British Expeditionary Force

The battalion was among the first of the British Expeditionary Force to arrive in France, early on 14 August 1914, as part of 7th Brigade of the 3rd Division. By 23 August they were at Harmignes and facing enemy artillery fire. In their first twelve months on the Western Front, over 500 of the battalion’s men were killed.

James Powell survived the first year of war. In early September 1915, he was reported to be at home ‘recovering from the effects of wounds received in action’. Yet a week later, the Lurgan Mail reported that James’ wife had been in touch and pointed out that although her husband had been home, he ‘has so far escaped injury by the Hun’.

James was soon in action when he returned from leave. On 25 September 1915, the 2nd Royal Irish Rifles attacked in the Bellewaerde area, specifically Hooge, as part of an operation to support a major Allied attempt to advance at Loos. The battalion lost sixty-three men killed that day. A soldier from West Belfast, Robert Coates, described the battle in a letter to his mother. He said that the initial attack was accompanied by a ‘wild Irish yell’. The battalion then ‘had to hold the trenches all day and it was something awful.’

James Powell
James Powell

Among the dead was James Powell. News of his death took about a fortnight to reach home. The news was uncharacteristically detailed. The Lurgan Mail reported:

Sergeant Powell was wounded in the advance at Hooge… and was carried back to one of the trenches by two of his comrades. Finding that the wound was not so serious as it seemed at first sight, he had it bound up, and determined to be avenged on the enemy, he again entered into the engagement, and after getting ample revenge had the misfortune to be shot through the head and died in a few minutes.

In 2000, his nephew, the late Wolsey Gracey, added to this story when he told me of an account he had heard years before from a man who served with James. Apparently, James had been shot when he looked out of a trench to assess the ground ahead, having advanced as far as he could.

Eileen and Anne
Anne and daughter Eileen taken a few weeks before James was killed.

The tragedy was only just beginning for James’ widow, Anne. Her daughter, Evelyn, soon died of encephalitis. Anne’s granddaughter, Maureen, describes the loss of a further child:

Anne herself was so distraught at James’ death that she suffered horrific nightmares which involved screaming and running around whilst still asleep. It was during one of these nightmares that Joseph who slept in the bed with Anne, was pushed out of the bed and died from the injuries he received.

Unable to live in Lurgan surrounded by so many memories, Anne emigrated to Australia (initially, Casino in New South Wales) in 1926 with her three surviving children.
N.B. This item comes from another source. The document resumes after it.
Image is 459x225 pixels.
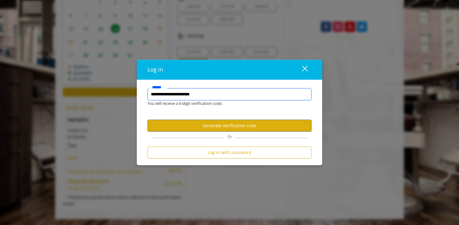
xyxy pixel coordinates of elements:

She never remarried, and her granddaughter says that her one photograph of James never left her side.

James Powell is buried in a small cemetery just outside Ypres, at Boezinge. Curiously, he is also recorded on the Menin Gate, which honours those with no known grave. So it is possible that his body was found some time after the war, after the gate was inscribed.

I first visited his grave in 1987, and then in 2001. When I took my father there in 2007, I thought that we were possibly the only family members to have visited. However, I have since made contact with some of James’ descendents in Australia, who emailed me after finding a brief reference to our shared relative in an internet article about an appearance I made on the BBC’s ‘My Family at War’ series last year. I learnt that James’ daughter, Eileen, had visited the grave in the late 1990s, with her son, John Mordike, a former officer in the Australian army, and now an accomplished military historian. I hope that some of us, from either side of the globe, can be at the grave on 25 September 2015 to mark the centenary of James Powell’s death.


Dr Richard S. Grayson is Senior Lecturer in British and Irish Politics at Goldsmiths, University of London, and author of Belfast Boys: How Unionists and Nationalists Fought and Died Together in the First World War (Continuum, August 2009). His grandfather, Edward Grayson, grew up at Kinnego House and served in the RFC/RAF in 1918, before settling in England with his wife, James Powell’s sister, Maud.